I wasn’t aware that Noise Unit was a Bill Leeb and Rhys Fulber project. But I’ve been listening to this album as casual daily backdrop for months. It’s nothing too outstanding or new to be honest, but it combines many of the things that I just like to hear in the industrial electronic music spectrum, which is not so surprising given Leeb and Fulber. It also has this musical diversity (like dub reverbs with a strong modern bass line and EBM-like vocals in one track), which always gives me some cyberpunk feeling (the “beyond globalization” kind where everything goes in the multicultural blender).
EBM and futurepop from cyberpunk atmospheres to the dancefloor.
Just that EBM slash futurepop that I would expect from an Assemblage 23 album. The Deluxe Edition’s remixes added pretty much nothing to the experience, so that basic set of ten tracks are fine as they are.
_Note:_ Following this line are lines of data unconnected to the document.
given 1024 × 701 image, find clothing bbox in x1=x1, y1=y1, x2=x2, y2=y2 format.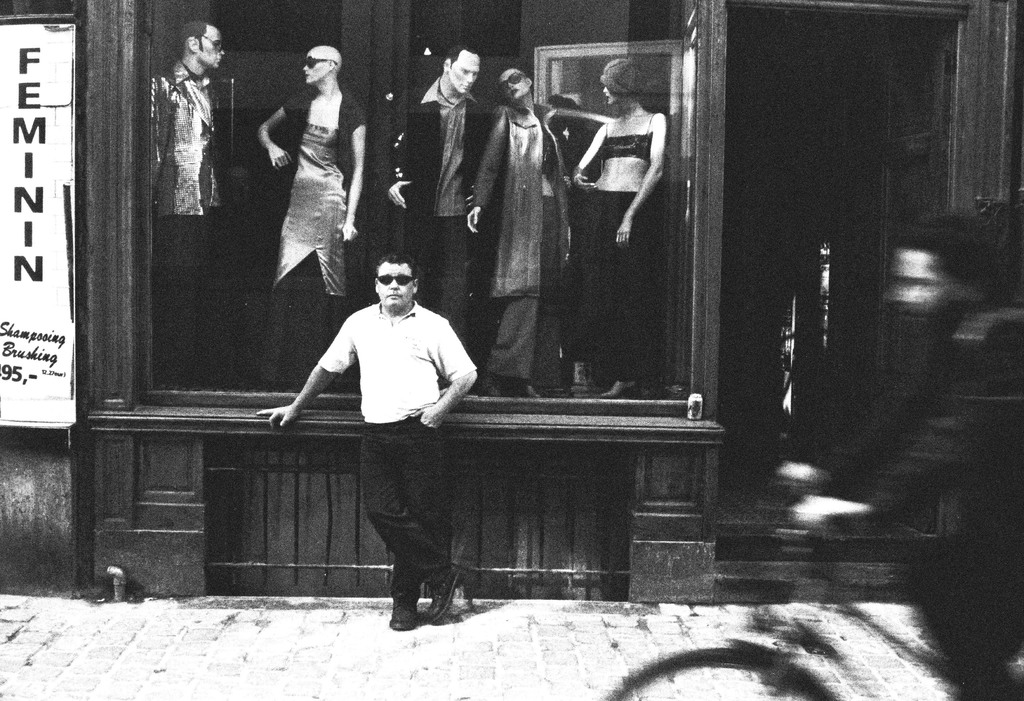
x1=828, y1=300, x2=1023, y2=700.
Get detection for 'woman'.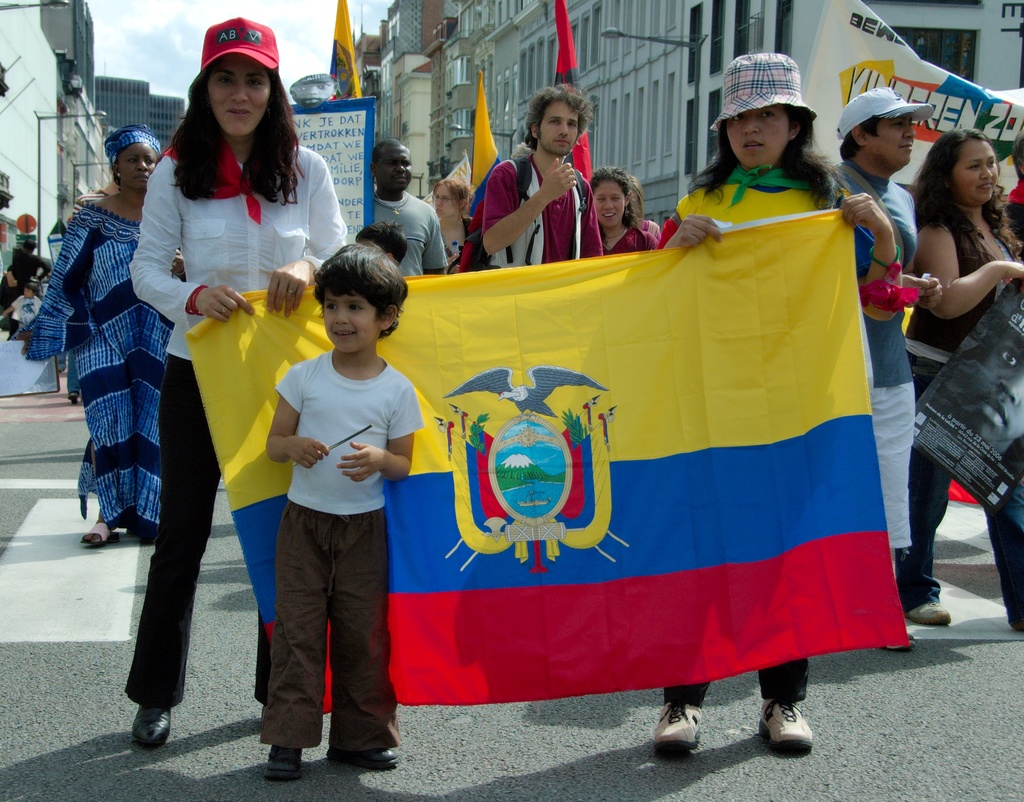
Detection: bbox=(868, 99, 1020, 645).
As good as any Rob Zombie record, it just delivers. Perhaps more musical than the usual, ranging a bunch of genres from the default industrial metal through hard rock and heavy metal to funk and even country, and having melodies that may be beyond what one would expect from this guy.
Industrial electronics and beyond that goes through a wide range of styles from EBM through breaks to psytrance. It is like an amazing soundtrack to a cyberpunk videogame that I’d love to play. I’m sure Planetdamage would like to imagine people walking through neon-infused city nights while listening to it, but it’s a perfect companion for pushing work, too. The only downside is the vocal, which on the full length gets somewhat tedious because of it’s monotone sound, but since the Bandcamp release has the instrumental version included that’s what I have on replay.
It’s industrial metal with a heavy electronic drag. And most of all, even though it’s presented as a neo-noir cyberpunk aesthetic, I still feel a positive vibe in there. It’s not like one of those doomed self-deprecating whiners who suck all your willingness to live but this one rather pushes you to go go go and if there’s something in your way just crush through it. It has energy and fun.
This is easily one of my most influential albums that I came across in 2020. Modern technoid EBM with bubbling analog synths and tight industrial beats. It has all the dark beauty of any oldschool EBM but without the spotlight mainstreamism of some retro abusing modern electronic music. They are to EBM what Led Er Est was to post-punk goth rock—something new that understands the roots and fully lives in the present. Wonderful, fantastic music, soundtrack of my life material.
Probably my most replayed single track recently. I love the energy of the raw industrial punk. Funny that Kittie comes to mind when listening to this, who also had a track called Spit, although their song that comes to mind is Brackish.
It’s like the love child of Dead Can Dance and industrial music. It’s a krautrock thing and a psychedelic rock thing. And it is amazing. I’ve been listening to this record almost continuously for a while now and it just enchants me. It’s hypnotic and atmospheric and opens up a magical world of its own.